Once I was a clever boy learning the arts of Oxford... is a quotation from the verses written by Bishop Richard Fleming (c.1385-1431) for his tomb in Lincoln Cathedral. Fleming, the founder of Lincoln College in Oxford, is the subject of my research for a D. Phil., and, like me, a son of the West Riding. I have remarked in the past that I have a deeply meaningful on-going relationship with a dead fifteenth century bishop... it was Fleming who, in effect, enabled me to come to Oxford and to learn its arts, and for that I am immensely grateful.


Monday 2 August 2021

The continuing restoration of Wentworth Woodhouse


The Art Newspaper has a report today about the latest developments in the massive and utterly commendable restoration project at Wentworth Woodhouse in Yorkshire. The aspect they particularly feature is the plan to restore the derelict Camelia House, but which still has its eighteenth century camelias, and they are back in bloom.

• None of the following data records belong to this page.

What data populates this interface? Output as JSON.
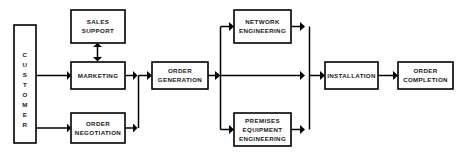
{
  "diagram": {
    "type": "flowchart",
    "background_color": "#ffffff",
    "line_color": "#000000",
    "text_color": "#1a1a1a",
    "nodes": [
      {
        "id": "customer",
        "label": "CUSTOMER",
        "letters": [
          "C",
          "U",
          "S",
          "T",
          "O",
          "M",
          "E",
          "R"
        ],
        "orientation": "vertical",
        "x": 14,
        "y": 25,
        "w": 22,
        "h": 118
      },
      {
        "id": "sales-support",
        "label": "SALES SUPPORT",
        "lines": [
          "SALES",
          "SUPPORT"
        ],
        "orientation": "horizontal",
        "x": 71,
        "y": 10,
        "w": 54,
        "h": 33
      },
      {
        "id": "marketing",
        "label": "MARKETING",
        "lines": [
          "MARKETING"
        ],
        "orientation": "horizontal",
        "x": 71,
        "y": 62,
        "w": 54,
        "h": 27
      },
      {
        "id": "order-negotiation",
        "label": "ORDER NEGOTIATION",
        "lines": [
          "ORDER",
          "NEGOTIATION"
        ],
        "orientation": "horizontal",
        "x": 71,
        "y": 113,
        "w": 54,
        "h": 30
      },
      {
        "id": "order-generation",
        "label": "ORDER GENERATION",
        "lines": [
          "ORDER",
          "GENERATION"
        ],
        "orientation": "horizontal",
        "x": 152,
        "y": 62,
        "w": 56,
        "h": 27
      },
      {
        "id": "network-engineering",
        "label": "NETWORK ENGINEERING",
        "lines": [
          "NETWORK",
          "ENGINEERING"
        ],
        "orientation": "horizontal",
        "x": 234,
        "y": 10,
        "w": 57,
        "h": 33
      },
      {
        "id": "premises-equipment-engineering",
        "label": "PREMISES EQUIPMENT ENGINEERING",
        "lines": [
          "PREMISES",
          "EQUIPMENT",
          "ENGINEERING"
        ],
        "orientation": "horizontal",
        "x": 234,
        "y": 113,
        "w": 57,
        "h": 33
      },
      {
        "id": "installation",
        "label": "INSTALLATION",
        "lines": [
          "INSTALLATION"
        ],
        "orientation": "horizontal",
        "x": 325,
        "y": 62,
        "w": 53,
        "h": 27
      },
      {
        "id": "order-completion",
        "label": "ORDER COMPLETION",
        "lines": [
          "ORDER",
          "COMPLETION"
        ],
        "orientation": "horizontal",
        "x": 398,
        "y": 62,
        "w": 55,
        "h": 27
      }
    ],
    "edges": [
      {
        "id": "customer-to-marketing",
        "from": "customer",
        "to": "marketing",
        "kind": "arrow"
      },
      {
        "id": "customer-to-order-negotiation",
        "from": "customer",
        "to": "order-negotiation",
        "kind": "arrow"
      },
      {
        "id": "marketing-to-sales-support",
        "from": "marketing",
        "to": "sales-support",
        "kind": "double-arrow"
      },
      {
        "id": "marketing-to-merge",
        "from": "marketing",
        "to": "order-generation",
        "kind": "arrow"
      },
      {
        "id": "order-negotiation-to-merge",
        "from": "order-negotiation",
        "to": "order-generation",
        "kind": "arrow"
      },
      {
        "id": "merge-to-order-generation",
        "from": "merge-left",
        "to": "order-generation",
        "kind": "arrow"
      },
      {
        "id": "order-generation-to-split",
        "from": "order-generation",
        "to": "split-right",
        "kind": "arrow"
      },
      {
        "id": "split-to-network-engineering",
        "from": "split-right",
        "to": "network-engineering",
        "kind": "arrow"
      },
      {
        "id": "split-to-premises",
        "from": "split-right",
        "to": "premises-equipment-engineering",
        "kind": "arrow"
      },
      {
        "id": "network-engineering-to-merge",
        "from": "network-engineering",
        "to": "merge-right",
        "kind": "arrow"
      },
      {
        "id": "premises-to-merge",
        "from": "premises-equipment-engineering",
        "to": "merge-right",
        "kind": "arrow"
      },
      {
        "id": "merge-to-installation",
        "from": "merge-right",
        "to": "installation",
        "kind": "arrow"
      },
      {
        "id": "installation-to-order-completion",
        "from": "installation",
        "to": "order-completion",
        "kind": "arrow"
      }
    ]
  }
}
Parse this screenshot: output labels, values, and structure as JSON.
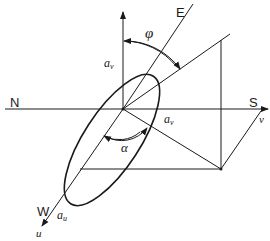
{
  "diagram": {
    "labels": {
      "north": "N",
      "south": "S",
      "east": "E",
      "west": "W",
      "phi": "φ",
      "alpha": "α",
      "u_axis": "u",
      "v_axis": "v",
      "a_v_top": "a",
      "a_v_top_sub": "v",
      "a_v_right": "a",
      "a_v_right_sub": "v",
      "a_u": "a",
      "a_u_sub": "u"
    },
    "colors": {
      "stroke": "#1a1a1a",
      "background": "#ffffff"
    }
  }
}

The article, which also outlines both the scale of the house and the scale of the restoration facing the Trust who now own this remarkable building, can be read at Eccentric Wentworth Woodhouse estate—home to centuries-old camellias—gets set to bloom again in Yorkshire

I have posted about Wentworth Woodhouse before in Wentworth Woodhouse from 2014 and last year in Wentworth Woodhouse: A House and its Follies

Growing up only about twenty miles away from  this historic building which was inaccessible and reading about it in Pevsner, who for once waxes lyrical about a country house when describing it, Wentworth Woodhouse has intrigued me for upwards of sixty years. The fact that it is now being saved from the ravages inflicted upon it by the twentieth century is truly heartening.